JAY C. ZAINEY, District Judge.
The following motion is before the Court:
Plaintiff Daphne Cross has filed this § 1983 complaint pro se on behalf of her minor son X.F. According to her complaint, Juvenile Court Judge Candice Bates-Anderson (a defendant herein) presided over X.F.'s case wherein he was placed in the custody of the Bridge City Center for Youth at the age of 15. Plaintiff complains that notwithstanding some prior abuse at Bridge City Center that X.F. had endured in September 2014, the judge decided to keep him there. On June 25, 2015, X.F. was attacked by some other youths and had to be rushed to Children's Hospital to have his ear sewn back on.
Defendant Cody Smith was an employee of Bridge City and the Court gleans from the complaint that Plaintiff believes that Smith lied in Court about X.F.'s case. Defendant Lemoyne Reine was X.F.'s probation officer, and defendant Daphne Johnson was Reine's supervisor. Plaintiff alleges generally that her son's federal constitutional rights were violated by the defendants acting together.

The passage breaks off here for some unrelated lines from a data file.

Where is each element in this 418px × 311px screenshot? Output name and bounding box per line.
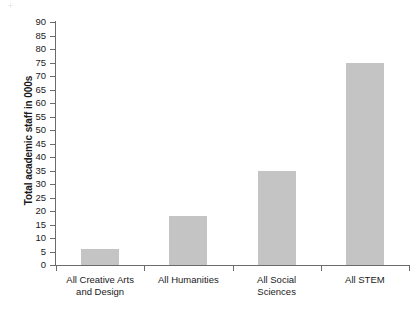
- y-axis-tick-label: 40: [6, 152, 46, 162]
- bar: [81, 249, 119, 265]
- y-axis-tick-label: 10: [6, 233, 46, 243]
- bar: [346, 63, 384, 266]
- plot-area: [56, 22, 409, 265]
- bar: [169, 216, 207, 265]
- y-axis-tick-label: 50: [6, 125, 46, 135]
- y-axis-tick-label: 80: [6, 44, 46, 54]
- y-axis-tick-label: 85: [6, 31, 46, 41]
- x-axis-tick: [321, 266, 322, 271]
- y-axis-tick-label: 60: [6, 98, 46, 108]
- y-axis-tick-label: 5: [6, 247, 46, 257]
- y-axis-tick-label: 55: [6, 112, 46, 122]
- y-axis-tick-label: 65: [6, 85, 46, 95]
- y-axis-tick-label: 30: [6, 179, 46, 189]
- x-axis-label: All Social Sciences: [233, 274, 321, 297]
- x-axis-tick: [144, 266, 145, 271]
- y-axis-tick-label: 35: [6, 166, 46, 176]
- x-axis-label: All STEM: [321, 274, 409, 286]
- y-axis-tick-label: 75: [6, 58, 46, 68]
- x-axis-label: All Humanities: [144, 274, 232, 286]
- y-axis-tick-label: 0: [6, 260, 46, 270]
- y-axis-tick-label: 15: [6, 220, 46, 230]
- y-axis-tick-label: 90: [6, 17, 46, 27]
- x-axis-tick: [56, 266, 57, 271]
- y-axis-tick-label: 70: [6, 71, 46, 81]
- y-axis-tick-label: 20: [6, 206, 46, 216]
- y-axis-tick-label: 25: [6, 193, 46, 203]
- bar-chart: Total academic staff in 000s 90858075706…: [0, 0, 418, 311]
- corner-artifact-icon: [8, 3, 13, 8]
- x-axis-tick: [409, 266, 410, 271]
- y-axis-tick-label: 45: [6, 139, 46, 149]
- x-axis-tick: [233, 266, 234, 271]
- bar: [258, 171, 296, 266]
- x-axis-label: All Creative Arts and Design: [56, 274, 144, 297]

Defendants Johnson, Reine, and Smith move to dismiss all federal claims against them. They contend that Plaintiff has sued them in their official capacities, and that for purposes of § 1983 they are not "persons" amenable to suit.
The motion must be granted as to these defendants in their official capacities. The well-settled law is that state officials in their official capacities are not "persons" under § 1983. See Will v. Mich. Dept. of State Police, 491 U.S. 58, 71 (1989). The federal claims against defendants Johnson, Reine, and Smith in their official capacities are dismissed with prejudice.
The question then is whether the complaint must be dismissed in its entirety as to these defendants based on the principles of Will, supra. Plaintiff is not explicit in the body of her complaint as to whether she intended to sue the defendants only in their official capacities — it is in the caption of her complaint that she refers to the official capacity of each defendant. The Court is mindful that a document filed pro se is to be liberally construed however "inartfully pleaded," and must be "held to less stringent standards than formal pleadings drafted by lawyers." Erickson v. Pardus, 551 U.S. 89, 94 (2007) (quoting Estelle v. Gamble, 429 U.S. 97, 106 (1976)). Liberally construing the complaint, the factual allegations allow for the inference that Plaintiff did not intend to limit her complaint to defendants in their official capacities only. The Court interprets the complaint as also asserting claims against the defendants in their personal capacities. Plaintiff should not construe this ruling as an indication that the Court believes that she has actually pleaded a colorable claim against any defendant. Rather, the Court finds only that in granting the instant motion the Court need not dismiss the complaint in its entirety as to these defendants.